Up to the present, all 3D HDTVs have used active shutter glasses, and most still do. The two separate 3D images—one for each eye and each of them full 1920-by-1080 resolution—flash on the screen in sequence. Active shutter glasses are triggered by an IR signal generated by the 3DTV (or a separate transmitter attached to it). To isolate the 3D images to their respective eyes, the glasses alternately open and close each eyepiece. The alternating is rapid enough that even though the two pictures are displaced in time, the brain fuses them together and sees them as a single 3D image.

A/V Veteran
Thomas J. Norton Nov 23, 2005 2 comments

I dropped in to my local Costco today after lunch to pick up a couple of new DVDs. (No, Virginia, we don't get free review samples for all the titles that come out.) The aisles were crowded with cartons containing new televisions, all of them plasmas, LCDs, and DLPs. I saw the same thing last week when I was in Fry's—a California chain well known for just about everything electronic and a few things that are not.
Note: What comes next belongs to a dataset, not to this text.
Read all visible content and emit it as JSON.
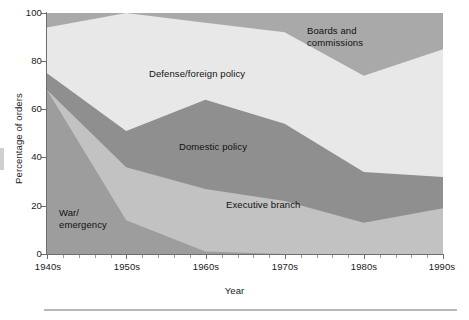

The branch in my area gives the same amount of space to a giant, 10-foot ant suspended from the ceiling (not a real one—just in case you were wondering if I've been watching too much science fiction lately) as it does to the latest in big-screen TVs. With the boxes piled high and deep at retailers everywhere, it's obvious they're all humming 'Tis the Season to be TV Buying and Jingle Bills (but no interest until 2007).

A/V Veteran
Thomas J. Norton Nov 09, 2005 0 comments

If you checked into our website this week (and of course you did, or you wouldn't be reading this!) you've noticed a whole new look. Access to you favorite sections will be easier, thanks to a more detailed top line. Loading time—we anticipate—will be faster. And, most important—there's a whole new layer of content.

A/V Veteran
Thomas J. Norton May 11, 2008 11 comments

Contrast: The ratio between the brightest part of the picture and the darkest.

News
Thomas J. Norton Apr 10, 2005 0 comments

It's no secret that the original DVD release of Titanic—about a zillion years ago in DVD time—was a technical dud. Oh, it looked okay, and the excitement of actually being able to put it on your very own shelf to watch whenever you wanted kept the disappointment to a low simmer. But it was released during the period when studios were just beginning to adopt the anamorphic or "enhanced for widescreen" format. Unfortunately, Titanic was not a beneficiary of that superior technology. As ordinary letterbox transfers go, it was among the better ones. But it wasn't what it should have been.

A/V Veteran
Thomas J. Norton Aug 09, 2009 3 comments

As I browsed through the latest issue of Stereophile during a late afternoon lunch break, the waiter who brought my soup glanced at an advertisement.

A/V Veteran
Thomas J. Norton Mar 06, 2008 9 comments

So now we have a single HD disc format. Hallelujah. No more excuses for sitting on the fence. No more "my upconverted DVDs look almost like high definition" claptrap. The clouds will part, angelic choirs will sing, and…oops, wrong blog.

AV Processor Reviews
Thomas J. Norton Nov 26, 2005 0 comments

What's the most annoying flaw in digital programming from DVDs or HDTV? Video artifacts? Macroblocking? Freeze-ups? Standard definition commercials? David Letterman?